Friday, September 23, 2005

Spaceship Flying Games Suck

A lot of people love spaceship-flying games. Hell, I really enjoyed Privateer. But the fact is, they suck. They are halfway between a crippled airplane sim and a diving sim. For example, they all have a "maximum speed". Excuse me? Maximum speed my left buttock! What am I maxing out against? My "maximum speed" should be the speed of the large obstacle directly in front of me.

There are two reasons that these games are the way they are:

The first is difficulty in controlling a space ship. If you can go any speed, and your limit is acceleration, you're going to have a lot of players who accelerate and accelerate and accelerate until they are simply going too fast to play the game. They crater or blow by the conflict. In addition, there's the display: visuals in a space ship are worthless. If you're going 10,000 MpH, the Death Star is barely going to be visible before it's too late!

The second reason is because people don't really understand the dynamics of space. I mean, some people do, but not the average player. Wrapping his head around the idea of gravity wells, orbital physics, orbital debris, and scale is something he has never tried.
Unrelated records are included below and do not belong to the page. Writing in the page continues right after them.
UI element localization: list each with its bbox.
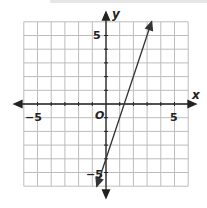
y-axis xyxy=(103,12,110,198)
y-tick-label-pos5: 5 xyxy=(93,29,101,42)
x-axis xyxy=(14,101,196,108)
y-axis-label: y xyxy=(112,7,121,21)
x-axis-left-arrow-icon xyxy=(14,101,22,108)
y-tick-label-neg5: −5 xyxy=(86,168,103,181)
y-axis-down-arrow-icon xyxy=(103,190,110,198)
coordinate-plane: y x O −5 5 5 −5 xyxy=(0,0,207,208)
y-axis-up-arrow-icon xyxy=(103,12,110,20)
x-tick-label-pos5: 5 xyxy=(170,111,178,124)
x-tick-label-neg5: −5 xyxy=(25,111,42,124)
origin-label: O xyxy=(95,109,104,122)
x-axis-label: x xyxy=(191,88,201,102)
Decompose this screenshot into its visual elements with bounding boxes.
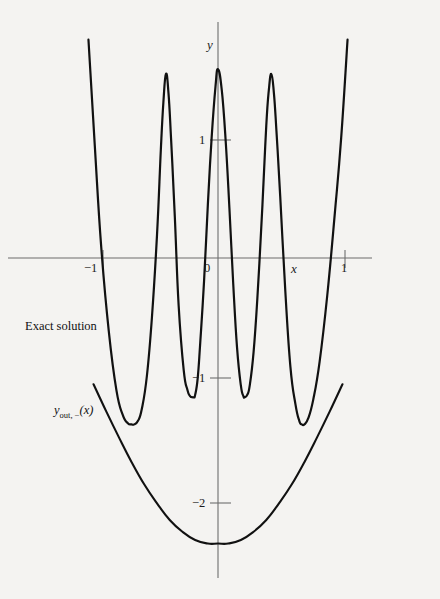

What I want to do is create two spaceship flying games. One would be "realistic". It would be a game of building space stations and ships, dominating orbits, and conquering earth's space. It could be for the computer pretty easily, and it would be a slow strategy game, no test of physical prowess involved. However, it would still require 3D output (like most space games) due to the nature of space.

The other would be for the Nintendo Revolution, and it would be a space racing game. But it would be more... unique than other fighter jockey games. Your fighter has two vector thrust engines. Those are essentially just engines with some maneuvering plates that force the thrust to go in a particular direction.

The movement of the controller represents the vector thrust. Lift or tip the controller, and the vector plates sink, tipping the whole ship so as to point "up". Tilt the controller, and the vector plates on one side tip up, and on the other side tip down. This spins your ship.

The game would be largely about learning what "speed" is. You have no speed limit, but you quickly learn what your effective speed limit is in any given place. For example, while you're in a given orbit, you don't want to go too fast or too slow, because the debris will tear you apart. There's an on-board computer which issues suggestions.

I think both of those games would be fun and educational.

4 comments:

Darius Kazemi said...

I remember playing Mike Gesner's demo of a spaceflight game with accurate (by which I mean "acceleration and not velocity as upper limit") modeling... and it was IMPOSSIBLE to control anything. Give me Wing Commander II any day!

Craig Perko said...

Well, there'd be a large amount of computer-assistance - like in real space ships.

Meh, maybe it would be boring.

Grubber said...

Have you come across Orbiter before?

http://orbit.medphys.ucl.ac.uk/orbit.html

Might be along what you are hoping for, but without the fighting ;-)
cheers
Dave

Craig Perko said...

It may very well be! Thanks, I'll look into it.